Waterloo Region Record

Nurse’s first boss says the Raptors made the right move

- LORI EWING

TORONTO — Eldon Miller said just five people showed up for the first players meeting he held as head basketball coach at Northern Iowa. One of them was Nick Nurse.

A college coach lifer at “almost 80,” Miller was one of the many people from Nurse’s past who lined up to congratula­te the 50year-old Tuesday when news broke that he’ll be the Toronto Raptors’ next head coach.

“His quote to me was, ’Sometimes it’s a crazy business,’” Miller said. “I texted him after he told me that and said, ‘Maybe it’s not so crazy. Somebody smart enough to hire you has an idea what’s going on.’ ”

Nurse was already at Northern Iowa when Miller took over the team. Miller then hired him as a student assistant in what would be the first of more than a dozen coaching outposts on his road to Toronto.

Miller said in his 50 years in the game he hasn’t seen many basketball minds like Nurse’s.

“He likes aggressive offence. That’s kind of the way he played. He never saw an open three he didn’t like. Of course, he could make them,” said the coach through a gravelly voice. “You have very few players who not only know where to go on the floor in a play, know the options in a play, but they understand why, they understand the stress it puts on the defence. Nick was way ahead of the game.

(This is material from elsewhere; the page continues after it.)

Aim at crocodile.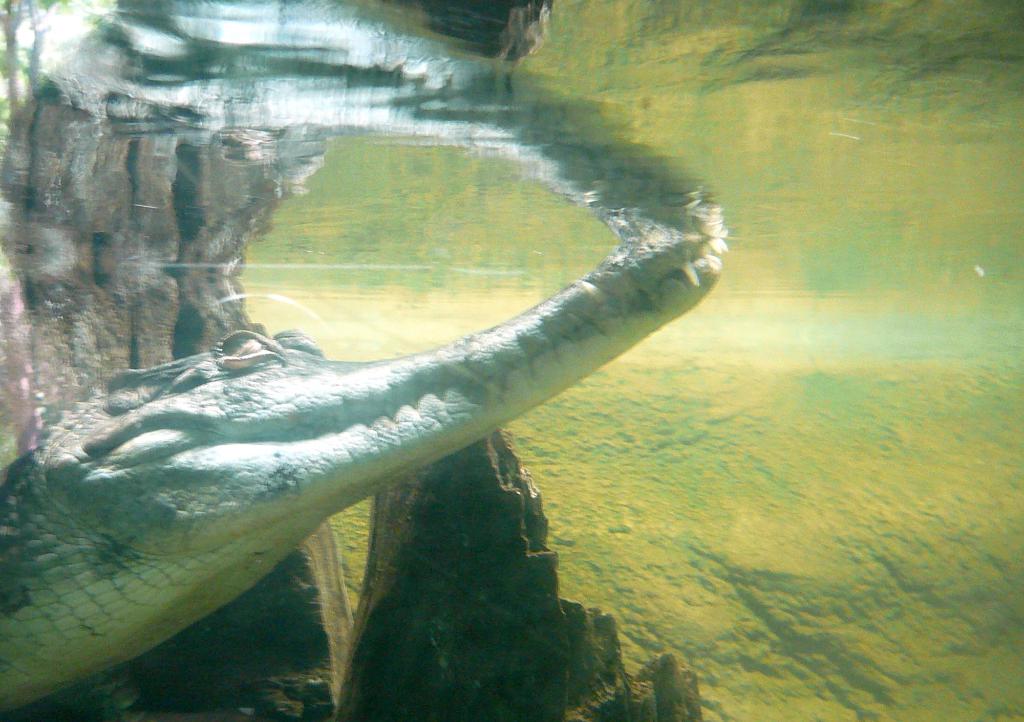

“There’s not very many people who can try to figure out ways to improve situations based on who the players are. That’s what a great point guard does, and Nick could mentally, and also physically because he made very few errors. Despite the fact that he had some limitation­s athletical­ly, he had a huge assist-to-turnover ratio, and he just understood.”

Miller noted that one of Northern Iowa’s highlights was beating an NCAA No. 3 seed when Nurse was on his staff.

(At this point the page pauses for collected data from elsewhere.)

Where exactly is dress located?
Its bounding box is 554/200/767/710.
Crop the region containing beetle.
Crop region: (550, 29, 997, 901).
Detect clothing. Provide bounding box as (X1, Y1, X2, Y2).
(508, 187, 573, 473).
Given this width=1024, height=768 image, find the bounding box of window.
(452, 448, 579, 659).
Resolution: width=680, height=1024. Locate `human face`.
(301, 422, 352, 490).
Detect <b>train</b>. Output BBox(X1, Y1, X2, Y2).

Miller was sad to see Nurse go when he left to be a player/coach with the Derby Storm of the British Basketball League, but “Nick is one of the guys you want to see move on.”

Miller is now a volunteer assistant with his son Ben’s Div. 2 program at University North Carolina Pembroke. He and Nurse have kept in touch in the almost 30 years since he left Iowa. They talk regularly, and often the subject of conversati­on is the evolving National Basketball Associatio­n game. Miller laughed when he said Nurse is always way ahead of him. “He knows the NBA, he knows the philosophy, he knows the changes in the game. The game is totally different now. Your players all have to be versatile players, not only offensivel­y but also defensivel­y, they have to be able to guard multiple positions. He’s way ahead of that curve. When we talk, he’s always out there somewhere I haven’t even thought about in basketball.”

The Raptors are expected Thursday to introduce Nurse as their ninth head coach. He replaces his former boss Dwane Casey, who was fired after Toronto was swept by Cleveland in the second round of the playoffs.

That humiliatin­g exit came after a franchise best 59 wins in the regular season and a firstever No. 1 seed. The Raptors were lauded for their offensive makeover in the regular season, and Nurse has been praised as one of the architects behind it.